======== Dataset

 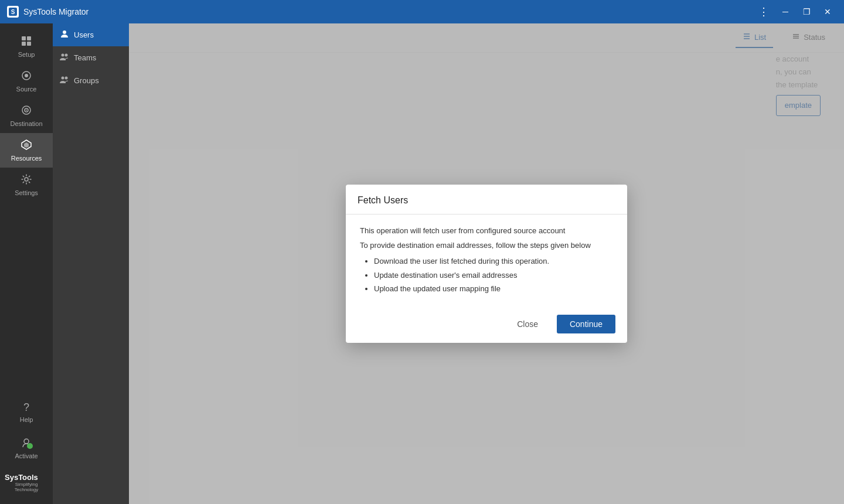 What do you see at coordinates (26, 42) in the screenshot?
I see `setup-icon` at bounding box center [26, 42].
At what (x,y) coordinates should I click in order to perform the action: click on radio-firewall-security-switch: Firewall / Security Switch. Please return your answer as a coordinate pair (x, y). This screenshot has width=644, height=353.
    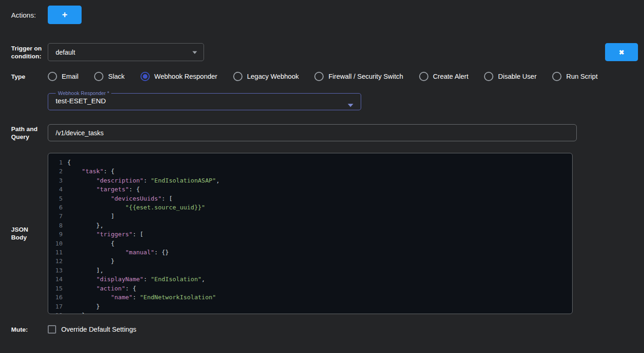
    Looking at the image, I should click on (359, 76).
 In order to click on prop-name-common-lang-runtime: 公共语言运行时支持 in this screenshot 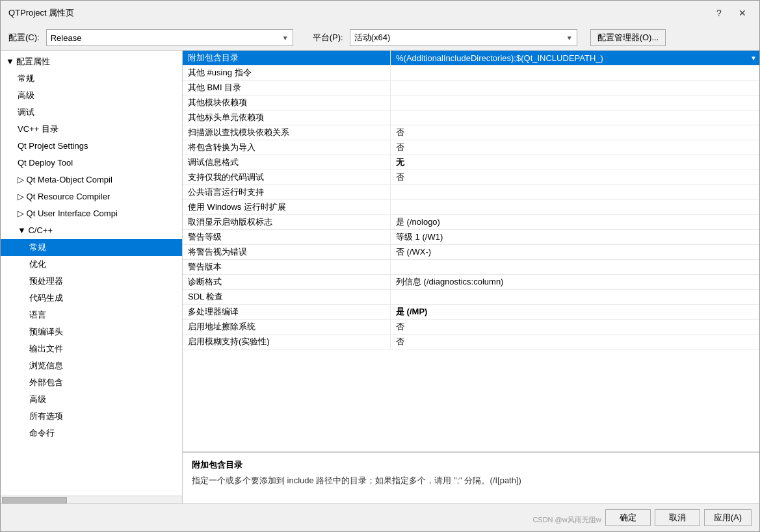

================

* **Exercise requirements**:
All that should appear in the response is the run of lines from the one with "At what (x,y)" through the final line of the records, restated exactly, with pictures omitted.

* **Response area**:
At what (x,y) coordinates should I click in order to perform the action: click on radio-firewall-security-switch: Firewall / Security Switch. Please return your answer as a coordinate pair (x, y). This screenshot has width=644, height=353.
    Looking at the image, I should click on (359, 76).
 In order to click on prop-name-common-lang-runtime: 公共语言运行时支持 in this screenshot 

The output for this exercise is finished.